Basically, WWASPS is like poking a hole in the sidewall of a tire and putting a tire patch on it. When you get up to speed on life's freeway, it's gonna blow out on you. If you weren't broke, they broke you before sticking the patch on. If you were broken already, they smashed you down further before slapping the patch on.
But the patch is a quick fix. It wears off, and when it does, it leaves you really screwed.
You can find your way out of the worst of it on your own, but it takes time and pain. And tends to screw up your long-term finances and job prospects.
Get your sidewall fixed *right* before that patch blows on you. Usually takes about five years. And you get *better*, after awhile, with the patch gone, because the patch might as well be made of toxic waste---toxic to the soul--and I don't mean that in a religious sense.
When it blows, it's liable to leave you scared of therapists and paranoid about getting help. Use the positive effect of your cult personality's faith in therapy to get it fixed *now* rather than later and you will be a much happier person in the long run.
Because if you let it go until it blows, you're going to feel like your life's been on hold and you've been running in circles for years.
That kinda happened to me, not in quite the same way, when I postponed treatment for post-rape trauma. I ended up having to recover on my own. I wish I'd gotten competent therapy soon after so I wouldn't have made so many mistakes while I was locked into the mental prison of that damage.

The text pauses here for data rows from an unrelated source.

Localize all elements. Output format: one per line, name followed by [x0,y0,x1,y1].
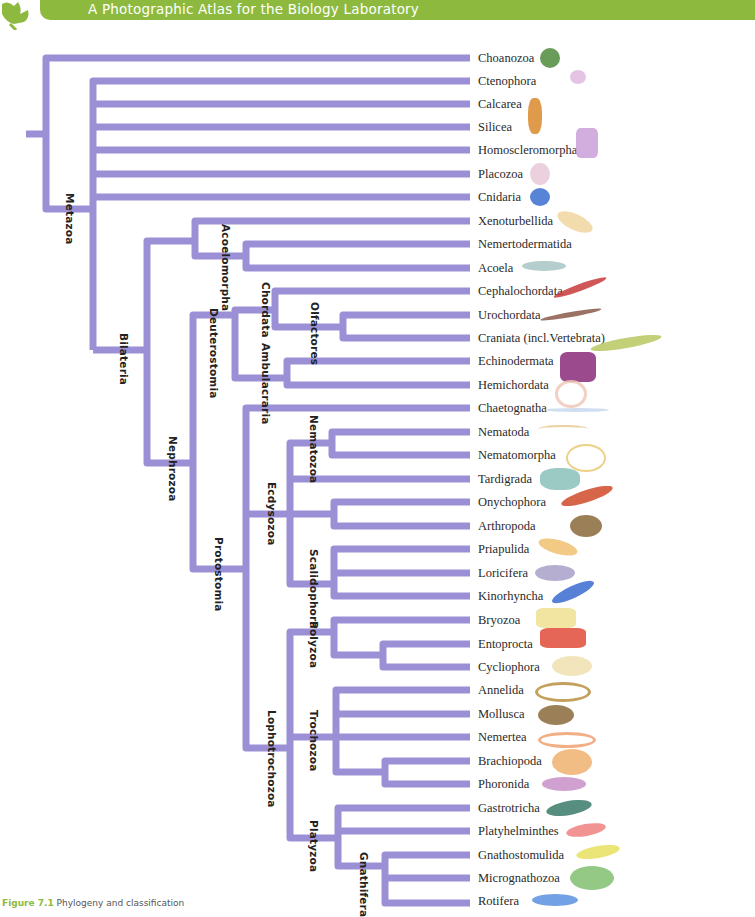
cnidaria-illustration-icon [530,188,550,206]
taxon-label: Loricifera [478,566,528,580]
taxon-label: Phoronida [478,777,529,791]
taxon-label: Onychophora [478,495,546,509]
choanozoa-illustration-icon [540,48,560,68]
taxon-label: Homoscleromorpha [478,143,577,157]
taxon-label: Entoprocta [478,637,533,651]
taxon-label: Mollusca [478,707,525,721]
taxon-label: Nemertodermatida [478,237,572,251]
clade-label-gnathifera: Gnathifera [358,852,370,917]
taxon-label: Nemertea [478,730,527,744]
taxon-label: Platyhelminthes [478,824,559,838]
clade-label-ecdysozoa: Ecdysozoa [266,482,278,545]
calcarea-illustration-icon [528,98,542,134]
taxon-label: Annelida [478,683,524,697]
taxon-label: Gnathostomulida [478,848,564,862]
nemertea-illustration-icon [538,732,596,748]
taxon-label: Nematoda [478,425,529,439]
taxon-label: Chaetognatha [478,401,547,415]
chaetognatha-illustration-icon [545,408,609,412]
acoela-illustration-icon [522,261,566,271]
loricifera-illustration-icon [535,565,575,581]
taxon-label: Echinodermata [478,354,554,368]
taxon-label: Cephalochordata [478,284,563,298]
brachiopoda-illustration-icon [552,749,592,775]
clade-label-lophotrochozoa: Lophotrochozoa [266,710,278,808]
taxon-label: Arthropoda [478,519,536,533]
micrognathozoa-illustration-icon [570,866,614,890]
nematoda-illustration-icon [538,425,588,433]
taxon-label: Brachiopoda [478,754,542,768]
clade-label-polyzoa: Polyzoa [308,621,320,668]
hemichordata-illustration-icon [555,380,587,408]
ctenophora-illustration-icon [570,70,586,84]
taxon-label: Acoela [478,261,513,275]
taxon-label: Calcarea [478,97,522,111]
figure-caption-text: Phylogeny and classification [57,898,185,908]
mollusca-illustration-icon [538,705,574,725]
phoronida-illustration-icon [542,777,586,791]
clade-label-metazoa: Metazoa [64,193,76,245]
figure-caption: Figure 7.1 Phylogeny and classification [2,898,184,908]
clade-label-chordata: Chordata [260,282,272,338]
taxon-label: Cycliophora [478,660,540,674]
echinodermata-illustration-icon [560,352,596,382]
taxon-label: Cnidaria [478,190,521,204]
rotifera-illustration-icon [532,894,578,906]
taxon-label: Rotifera [478,894,519,908]
bryozoa-illustration-icon [536,608,576,628]
taxon-label: Bryozoa [478,613,520,627]
clade-label-protostomia: Protostomia [213,537,225,612]
clade-label-nephrozoa: Nephrozoa [167,436,179,502]
taxon-label: Hemichordata [478,378,549,392]
taxon-label: Kinorhyncha [478,589,543,603]
taxon-label: Silicea [478,120,512,134]
arthropoda-illustration-icon [570,515,602,537]
taxon-label: Nematomorpha [478,448,556,462]
clade-label-trochozoa: Trochozoa [308,710,320,772]
taxon-label: Micrognathozoa [478,871,560,885]
homoscleromorpha-illustration-icon [576,128,598,158]
taxon-label: Gastrotricha [478,801,540,815]
taxon-label: Priapulida [478,542,529,556]
clade-label-ambulacraria: Ambulacraria [260,343,272,425]
taxon-label: Placozoa [478,167,523,181]
annelida-illustration-icon [535,682,591,702]
clade-label-nematozoa: Nematozoa [308,415,320,483]
clade-label-scalidophora: Scalidophora [308,549,320,629]
clade-label-bilateria: Bilateria [118,333,130,385]
clade-label-platyzoa: Platyzoa [308,820,320,872]
taxon-label: Ctenophora [478,74,536,88]
taxon-label: Tardigrada [478,472,532,486]
clade-label-olfactores: Olfactores [309,302,321,365]
figure-number: Figure 7.1 [2,898,54,908]
clade-label-acoelomorpha: Acoelomorpha [220,224,232,311]
taxon-label: Choanozoa [478,51,534,65]
taxon-label: Craniata (incl.Vertebrata) [478,331,605,345]
nematomorpha-illustration-icon [566,444,606,472]
placozoa-illustration-icon [530,163,550,185]
entoprocta-illustration-icon [540,628,586,648]
taxon-label: Urochordata [478,308,540,322]
taxon-label: Xenoturbellida [478,214,553,228]
clade-label-deuterostomia: Deuterostomia [208,308,220,399]
tardigrada-illustration-icon [540,468,580,490]
cycliophora-illustration-icon [552,656,592,676]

Not *everything* you got out of there is bad. But you're going to want to do some environmental cleanup on the toxins and get the hole in your soul fixed right before you have that blowout.
Yeah, I'm sure you think I'm presumptious and full of myself. Maybe I am.
But remember SIA: Strategic Interaction Approach---because you might decide you need it someday.
Yeah, you're probably going to tell me now how I'm full of it and the program did you so much good.
I've heard it before---invariably from people who've been out of it for too little a span of time to have the bad aftereffects from the cheap and shoddy job they did kick in.
It's not residential treatment and therapy I have a problem with---It's lousy half-assed *hack* therapy. WWASPS treatment model frankly sucks rocks, and they apparently do a lousy job of screening treatment candidates to make sure they're even applying their treatment to the right patients if it even worked in the first place.
You shouldn't come out of an expensive and prolonged course of therapy needing *more* therapy to fix where the first bunch screwed up and left a ticking time bomb in your head.
The sad thing is it *could* be done right. There are *good* strategies for long-term modification of genuinely self-destructive behavior. Careful, compassionate, supportive ones *not* based on coercive persuasion techniques.
Doing it right takes empathy and compassion, which is harder to find in people than harshness and blame. Doing it right can be insistent and firm and sure---something you can't just laugh off or BS through---without the bad side effects of a harsh hack job.
But to do it right you not only have to be compassionate and empathic, you also have to know what the hell you're doing. It's harder work for the therapist and facility than therapeutic hack and slash.
It's also durable and far more permanent, nurturing the resilience of the person to better fit them to deal with hardships later in life when they come along---as they do for everyone.
Funtional Behavioral Analysis with a Behavior Intervention Plan and supportive therapy works a hell of a lot better than the crap they use.